I copied this code from the windows samples
auto workItemHandler = ref new WorkItemHandler([this](IAsyncAction ^ action)
{
while (action->Status == AsyncStatus::Started)
{
// Main Loop
}
});
m_renderLoopWorker = ThreadPool::RunAsync(workItemHandler, WorkItemPriority::High, WorkItemOptions::TimeSliced);
but have experienced some unreproducible lag sometimes (although maybe its from the gpu).
On the other hand
WorkItemOptions::TimeSliced
The work items should be run simultaneously with other work items sharing a processor.
doesn't sound like a high performance option.
WorkItemOptions::None
The work item should be run when the thread pool has an available worker thread.

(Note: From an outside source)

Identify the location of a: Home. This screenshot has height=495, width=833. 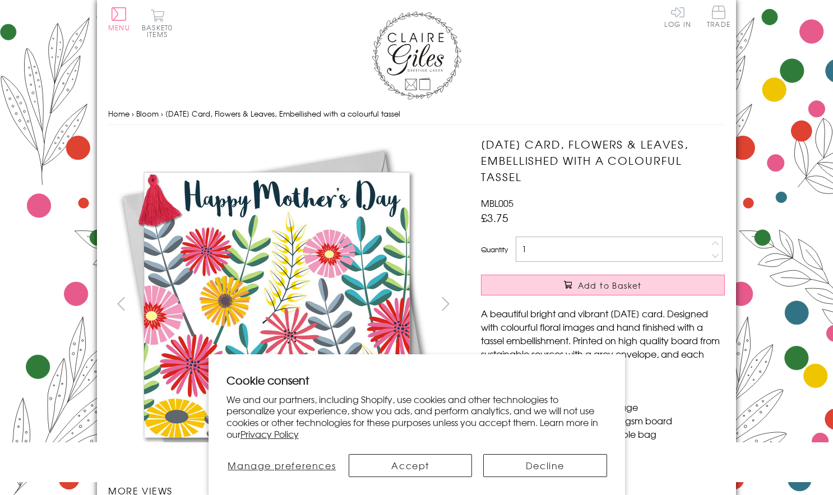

Where you would want to use WorkItemOptions::TimeSliced
vs WorkItemOptions::None
?
Is it ever advisable to use CreathThread
over running a task on the thread pool for persistent work.
CodePudding user response:
WorkItemOptions::TimeSliced => preemptive multitasking
WorkItemOptions::None => cooperative multitasking
When do you want to use each one... difficult to say.
If you use None and all the threads in the thread pool are currently used, your task wont run until a thread finishes its job.
With TimeSliced each task is allowed a time slice, when the time is up, your task is paused and the thread switch to another task. This way, if you have 100 work items, but only 10 thread, all work items will progress, little by little, but 10x slower.
If you need to update something regularly, lets say a progress bar, you would rather use TimeSliced.
It is perfectly acceptable to use CreateThread for a long task. A render loop fit that description. This way you have your own thread to yourself to do whatever you want. Even though at the OS level, there is preemptive multitasking anyway, otherwise if your processor had only 2 cores, and you ran 3 threads, the 3rd thread would hang.
The main point of thread pools is to avoid creating new threads for every little task you want to do, because it incurs an overhead.